Book 9 Chapter 5
5.
Summary: Latour recalls the beginning of his missionary life with Father Vaillant, news of whose death has reached him. He remembers how a bishop from Ohio came to Clermont seeking missionary volunteers, and how he and Vaillant responded. For Vaillant, the separation from his home and family was a painful one: Vaillant’s father did not approve of his son’s decision. Latour resolved the issue by declaring that, once the two arrived in the New World, they could get the bishop to release Vaillant from his oath. This turn of events, of course, did not come to pass; both men rendered long and faithful service to the Church as missionaries. Indeed, Vaillant’s land speculation, an attempt to grow the physical territory of the Church, led him into financial disrepute and trouble with his ecclesiastical superiors. Latour attends Vaillant’s funeral, but cannot quite believe that his longtime friend and companion has died.
Analysis: Vaillant “always said that if Jean Latour had not supported him in that hour of torment”—the struggle to decide which of his two conflicting loyalties to honor—“he would have been a parish priest in the Puy-de-Dôme for the rest of his life” (p. 284). We have had several indications in the novel of Vaillant’s importance to Latour; this chapter gives us one of the clearest indications of Latour’s importance to Vaillant. Had Latour not strengthened Vaillant’s resolve when the time came to embark on their missionary career, Vaillant might never have discovered his true vocation: the questing across the frontier for lost Catholics which he so relished. He was also, we are reminded in this chapter, more than a missionary: he was “a promoter… who saw a great future for the Church in Colorado” (p. 285). Vaillant was unafraid even to take great risks for the cause of the Church, as his disastrous land dealings illustrate. Surely, throughout her text, Cather has painted Vaillant as an almost larger-than-life figure; little wonder, then, that Latour thinks of Vaillant’s nickname “Trompe-la-Mort” (one who defies or miraculously escapes death; p. 285), and has trouble reconciling himself to the fact that this man lives no more—as he himself will soon die. Even though the chapter brings Latour (and readers) ever closer to death, then, we are left with a sense of the defiance of death: not so much by virtue of the priests’ Christian faith in resurrection, but by virtue of the ways in which they have both so fully and so vigorously lived their lives. Once again, we see that Latour’s monument will be a cathedral, while Vaillant’s will be the lives of the people with whom he ministered: “For two days before [Vaillant’s funeral], the populations of villages and mining camps had been streaming down the mountains; they slept in wagons and tents and barns; they made a throng like a National Convention in the convent square” (p. 286). Even Vaillant’s own, dying vicar, Father Revardy, manages to attend the funeral to pay his respects. He dies only a few days after Vaillant—“one more instance of the extraordinary personal devotion that Father Joseph had so often aroused and retained so long,” in all manner of people (p. 287).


* Exercise *
The entries that follow need to be returned without any alteration.

* Source material *

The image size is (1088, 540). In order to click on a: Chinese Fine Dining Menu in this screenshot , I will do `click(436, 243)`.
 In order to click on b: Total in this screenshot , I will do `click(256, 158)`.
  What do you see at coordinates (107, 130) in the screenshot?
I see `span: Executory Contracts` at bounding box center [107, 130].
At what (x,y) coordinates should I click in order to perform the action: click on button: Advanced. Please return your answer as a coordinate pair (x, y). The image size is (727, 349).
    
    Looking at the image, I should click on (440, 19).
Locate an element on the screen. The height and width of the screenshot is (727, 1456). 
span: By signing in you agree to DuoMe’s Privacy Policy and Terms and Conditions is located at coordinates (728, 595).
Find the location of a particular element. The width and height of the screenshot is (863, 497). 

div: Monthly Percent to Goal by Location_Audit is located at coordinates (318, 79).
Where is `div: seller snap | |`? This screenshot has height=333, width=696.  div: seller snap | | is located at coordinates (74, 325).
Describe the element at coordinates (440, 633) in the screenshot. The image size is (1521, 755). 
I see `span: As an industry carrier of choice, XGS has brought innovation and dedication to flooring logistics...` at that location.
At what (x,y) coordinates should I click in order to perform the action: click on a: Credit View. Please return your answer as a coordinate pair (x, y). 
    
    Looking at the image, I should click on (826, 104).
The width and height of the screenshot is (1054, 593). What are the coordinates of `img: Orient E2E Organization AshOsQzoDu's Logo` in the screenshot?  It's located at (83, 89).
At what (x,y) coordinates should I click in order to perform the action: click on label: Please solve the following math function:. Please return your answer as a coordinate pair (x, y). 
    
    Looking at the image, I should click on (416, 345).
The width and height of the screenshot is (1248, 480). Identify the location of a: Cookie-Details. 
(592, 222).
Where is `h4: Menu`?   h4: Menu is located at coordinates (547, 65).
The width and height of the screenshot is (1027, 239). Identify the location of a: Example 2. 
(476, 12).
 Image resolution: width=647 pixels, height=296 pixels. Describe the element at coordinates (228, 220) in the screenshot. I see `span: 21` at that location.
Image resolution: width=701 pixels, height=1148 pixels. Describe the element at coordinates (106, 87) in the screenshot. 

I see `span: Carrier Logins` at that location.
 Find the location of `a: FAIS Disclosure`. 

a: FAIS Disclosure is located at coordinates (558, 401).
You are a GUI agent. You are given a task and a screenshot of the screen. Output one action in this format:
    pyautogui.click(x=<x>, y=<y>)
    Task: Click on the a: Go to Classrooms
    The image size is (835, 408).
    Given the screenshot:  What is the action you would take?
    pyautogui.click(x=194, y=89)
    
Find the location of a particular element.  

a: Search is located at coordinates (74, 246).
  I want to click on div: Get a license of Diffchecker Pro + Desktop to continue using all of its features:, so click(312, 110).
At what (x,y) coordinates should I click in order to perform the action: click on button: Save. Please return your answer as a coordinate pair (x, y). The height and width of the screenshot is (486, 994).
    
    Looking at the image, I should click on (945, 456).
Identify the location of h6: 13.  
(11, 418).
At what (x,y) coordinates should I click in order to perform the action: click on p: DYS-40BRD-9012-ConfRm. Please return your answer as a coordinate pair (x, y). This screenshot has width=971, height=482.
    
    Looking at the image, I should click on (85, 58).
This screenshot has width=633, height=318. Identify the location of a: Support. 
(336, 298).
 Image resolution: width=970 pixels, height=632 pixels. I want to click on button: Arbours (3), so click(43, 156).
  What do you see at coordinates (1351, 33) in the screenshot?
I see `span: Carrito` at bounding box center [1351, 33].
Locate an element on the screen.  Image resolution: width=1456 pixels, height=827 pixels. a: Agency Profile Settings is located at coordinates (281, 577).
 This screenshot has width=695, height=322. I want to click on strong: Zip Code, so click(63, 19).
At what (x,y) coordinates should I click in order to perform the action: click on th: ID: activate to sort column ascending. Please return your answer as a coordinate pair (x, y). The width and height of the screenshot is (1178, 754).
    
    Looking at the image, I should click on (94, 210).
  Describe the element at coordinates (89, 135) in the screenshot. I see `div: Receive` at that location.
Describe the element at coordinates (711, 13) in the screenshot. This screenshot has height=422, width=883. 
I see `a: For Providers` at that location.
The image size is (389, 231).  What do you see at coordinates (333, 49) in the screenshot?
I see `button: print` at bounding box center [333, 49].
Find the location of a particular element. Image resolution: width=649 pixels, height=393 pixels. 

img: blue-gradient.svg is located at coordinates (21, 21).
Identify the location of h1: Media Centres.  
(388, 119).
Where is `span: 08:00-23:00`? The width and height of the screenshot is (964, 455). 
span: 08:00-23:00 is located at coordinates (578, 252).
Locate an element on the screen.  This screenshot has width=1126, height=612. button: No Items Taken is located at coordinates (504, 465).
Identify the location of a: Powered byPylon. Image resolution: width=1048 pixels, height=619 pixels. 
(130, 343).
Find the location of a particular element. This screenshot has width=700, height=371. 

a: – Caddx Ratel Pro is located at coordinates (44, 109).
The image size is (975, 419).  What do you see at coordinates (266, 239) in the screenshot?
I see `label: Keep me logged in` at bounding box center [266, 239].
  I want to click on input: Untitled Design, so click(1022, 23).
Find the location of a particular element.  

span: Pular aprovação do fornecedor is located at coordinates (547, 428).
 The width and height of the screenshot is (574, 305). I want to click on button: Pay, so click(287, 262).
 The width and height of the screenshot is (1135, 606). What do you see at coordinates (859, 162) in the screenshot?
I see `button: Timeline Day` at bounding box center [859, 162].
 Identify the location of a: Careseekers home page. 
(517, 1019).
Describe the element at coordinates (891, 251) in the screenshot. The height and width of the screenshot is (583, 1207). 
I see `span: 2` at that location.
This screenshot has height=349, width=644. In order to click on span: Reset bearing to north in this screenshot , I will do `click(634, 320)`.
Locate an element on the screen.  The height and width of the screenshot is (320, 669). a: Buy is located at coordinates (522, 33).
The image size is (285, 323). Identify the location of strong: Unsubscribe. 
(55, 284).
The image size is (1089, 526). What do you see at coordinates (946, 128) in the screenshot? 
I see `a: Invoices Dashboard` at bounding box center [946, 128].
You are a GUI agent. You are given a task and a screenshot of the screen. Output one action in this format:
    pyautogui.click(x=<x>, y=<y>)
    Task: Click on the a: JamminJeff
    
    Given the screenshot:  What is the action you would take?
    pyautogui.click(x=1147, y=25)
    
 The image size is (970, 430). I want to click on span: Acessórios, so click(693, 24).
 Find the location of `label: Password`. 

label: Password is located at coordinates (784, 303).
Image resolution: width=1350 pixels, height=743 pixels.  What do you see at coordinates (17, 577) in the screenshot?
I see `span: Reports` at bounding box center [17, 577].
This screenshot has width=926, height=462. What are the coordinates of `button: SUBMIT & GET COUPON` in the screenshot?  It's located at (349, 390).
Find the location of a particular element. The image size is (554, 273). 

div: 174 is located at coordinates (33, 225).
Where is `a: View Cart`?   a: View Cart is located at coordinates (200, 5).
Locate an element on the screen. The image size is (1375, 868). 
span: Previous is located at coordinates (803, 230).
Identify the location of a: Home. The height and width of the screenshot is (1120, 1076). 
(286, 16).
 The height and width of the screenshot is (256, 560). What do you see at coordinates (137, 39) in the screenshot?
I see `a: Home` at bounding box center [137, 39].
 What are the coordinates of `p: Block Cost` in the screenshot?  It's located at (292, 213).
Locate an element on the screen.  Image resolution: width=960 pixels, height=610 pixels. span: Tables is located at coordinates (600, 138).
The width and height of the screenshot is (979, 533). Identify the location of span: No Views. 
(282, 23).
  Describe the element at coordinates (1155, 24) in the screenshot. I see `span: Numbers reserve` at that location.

* Answer to this task *
The image size is (1088, 540). In order to click on a: Chinese Fine Dining Menu in this screenshot , I will do `click(436, 243)`.
 In order to click on b: Total in this screenshot , I will do `click(256, 158)`.
  What do you see at coordinates (107, 130) in the screenshot?
I see `span: Executory Contracts` at bounding box center [107, 130].
At what (x,y) coordinates should I click in order to perform the action: click on button: Advanced. Please return your answer as a coordinate pair (x, y). The image size is (727, 349).
    
    Looking at the image, I should click on (440, 19).
Locate an element on the screen. The height and width of the screenshot is (727, 1456). 
span: By signing in you agree to DuoMe’s Privacy Policy and Terms and Conditions is located at coordinates (728, 595).
Find the location of a particular element. The width and height of the screenshot is (863, 497). 

div: Monthly Percent to Goal by Location_Audit is located at coordinates (318, 79).
Where is `div: seller snap | |`? This screenshot has height=333, width=696.  div: seller snap | | is located at coordinates (74, 325).
Describe the element at coordinates (440, 633) in the screenshot. The image size is (1521, 755). 
I see `span: As an industry carrier of choice, XGS has brought innovation and dedication to flooring logistics...` at that location.
At what (x,y) coordinates should I click in order to perform the action: click on a: Credit View. Please return your answer as a coordinate pair (x, y). 
    
    Looking at the image, I should click on (826, 104).
The width and height of the screenshot is (1054, 593). What are the coordinates of `img: Orient E2E Organization AshOsQzoDu's Logo` in the screenshot?  It's located at (83, 89).
At what (x,y) coordinates should I click in order to perform the action: click on label: Please solve the following math function:. Please return your answer as a coordinate pair (x, y). 
    
    Looking at the image, I should click on (416, 345).
The width and height of the screenshot is (1248, 480). Identify the location of a: Cookie-Details. 
(592, 222).
Where is `h4: Menu`?   h4: Menu is located at coordinates (547, 65).
The width and height of the screenshot is (1027, 239). Identify the location of a: Example 2. 
(476, 12).
 Image resolution: width=647 pixels, height=296 pixels. Describe the element at coordinates (228, 220) in the screenshot. I see `span: 21` at that location.
Image resolution: width=701 pixels, height=1148 pixels. Describe the element at coordinates (106, 87) in the screenshot. 

I see `span: Carrier Logins` at that location.
 Find the location of `a: FAIS Disclosure`. 

a: FAIS Disclosure is located at coordinates (558, 401).
You are a GUI agent. You are given a task and a screenshot of the screen. Output one action in this format:
    pyautogui.click(x=<x>, y=<y>)
    Task: Click on the a: Go to Classrooms
    The image size is (835, 408).
    Given the screenshot:  What is the action you would take?
    pyautogui.click(x=194, y=89)
    
Find the location of a particular element.  

a: Search is located at coordinates (74, 246).
  I want to click on div: Get a license of Diffchecker Pro + Desktop to continue using all of its features:, so click(312, 110).
At what (x,y) coordinates should I click in order to perform the action: click on button: Save. Please return your answer as a coordinate pair (x, y). The height and width of the screenshot is (486, 994).
    
    Looking at the image, I should click on (945, 456).
Identify the location of h6: 13.  
(11, 418).
At what (x,y) coordinates should I click in order to perform the action: click on p: DYS-40BRD-9012-ConfRm. Please return your answer as a coordinate pair (x, y). This screenshot has width=971, height=482.
    
    Looking at the image, I should click on (85, 58).
This screenshot has width=633, height=318. Identify the location of a: Support. 
(336, 298).
 Image resolution: width=970 pixels, height=632 pixels. I want to click on button: Arbours (3), so click(43, 156).
  What do you see at coordinates (1351, 33) in the screenshot?
I see `span: Carrito` at bounding box center [1351, 33].
Locate an element on the screen.  Image resolution: width=1456 pixels, height=827 pixels. a: Agency Profile Settings is located at coordinates (281, 577).
 This screenshot has width=695, height=322. I want to click on strong: Zip Code, so click(63, 19).
At what (x,y) coordinates should I click in order to perform the action: click on th: ID: activate to sort column ascending. Please return your answer as a coordinate pair (x, y). The width and height of the screenshot is (1178, 754).
    
    Looking at the image, I should click on (94, 210).
  Describe the element at coordinates (89, 135) in the screenshot. I see `div: Receive` at that location.
Describe the element at coordinates (711, 13) in the screenshot. This screenshot has height=422, width=883. 
I see `a: For Providers` at that location.
The image size is (389, 231).  What do you see at coordinates (333, 49) in the screenshot?
I see `button: print` at bounding box center [333, 49].
Find the location of a particular element. Image resolution: width=649 pixels, height=393 pixels. 

img: blue-gradient.svg is located at coordinates (21, 21).
Identify the location of h1: Media Centres.  
(388, 119).
Where is `span: 08:00-23:00`? The width and height of the screenshot is (964, 455). 
span: 08:00-23:00 is located at coordinates (578, 252).
Locate an element on the screen.  This screenshot has width=1126, height=612. button: No Items Taken is located at coordinates (504, 465).
Identify the location of a: Powered byPylon. Image resolution: width=1048 pixels, height=619 pixels. 
(130, 343).
Find the location of a particular element. This screenshot has width=700, height=371. 

a: – Caddx Ratel Pro is located at coordinates (44, 109).
The image size is (975, 419).  What do you see at coordinates (266, 239) in the screenshot?
I see `label: Keep me logged in` at bounding box center [266, 239].
  I want to click on input: Untitled Design, so click(1022, 23).
Find the location of a particular element.  

span: Pular aprovação do fornecedor is located at coordinates (547, 428).
 The width and height of the screenshot is (574, 305). I want to click on button: Pay, so click(287, 262).
 The width and height of the screenshot is (1135, 606). What do you see at coordinates (859, 162) in the screenshot?
I see `button: Timeline Day` at bounding box center [859, 162].
 Identify the location of a: Careseekers home page. 
(517, 1019).
Describe the element at coordinates (891, 251) in the screenshot. The height and width of the screenshot is (583, 1207). 
I see `span: 2` at that location.
This screenshot has height=349, width=644. In order to click on span: Reset bearing to north in this screenshot , I will do `click(634, 320)`.
Locate an element on the screen.  The height and width of the screenshot is (320, 669). a: Buy is located at coordinates (522, 33).
The image size is (285, 323). Identify the location of strong: Unsubscribe. 
(55, 284).
The image size is (1089, 526). What do you see at coordinates (946, 128) in the screenshot? 
I see `a: Invoices Dashboard` at bounding box center [946, 128].
You are a GUI agent. You are given a task and a screenshot of the screen. Output one action in this format:
    pyautogui.click(x=<x>, y=<y>)
    Task: Click on the a: JamminJeff
    
    Given the screenshot:  What is the action you would take?
    pyautogui.click(x=1147, y=25)
    
 The image size is (970, 430). I want to click on span: Acessórios, so click(693, 24).
 Find the location of `label: Password`. 

label: Password is located at coordinates (784, 303).
Image resolution: width=1350 pixels, height=743 pixels.  What do you see at coordinates (17, 577) in the screenshot?
I see `span: Reports` at bounding box center [17, 577].
This screenshot has width=926, height=462. What are the coordinates of `button: SUBMIT & GET COUPON` in the screenshot?  It's located at (349, 390).
Find the location of a particular element. The image size is (554, 273). 

div: 174 is located at coordinates (33, 225).
Where is `a: View Cart`?   a: View Cart is located at coordinates (200, 5).
Locate an element on the screen. The image size is (1375, 868). 
span: Previous is located at coordinates (803, 230).
Identify the location of a: Home. The height and width of the screenshot is (1120, 1076). 
(286, 16).
 The height and width of the screenshot is (256, 560). What do you see at coordinates (137, 39) in the screenshot?
I see `a: Home` at bounding box center [137, 39].
 What are the coordinates of `p: Block Cost` in the screenshot?  It's located at (292, 213).
Locate an element on the screen.  Image resolution: width=960 pixels, height=610 pixels. span: Tables is located at coordinates (600, 138).
The width and height of the screenshot is (979, 533). Identify the location of span: No Views. 
(282, 23).
  Describe the element at coordinates (1155, 24) in the screenshot. I see `span: Numbers reserve` at that location.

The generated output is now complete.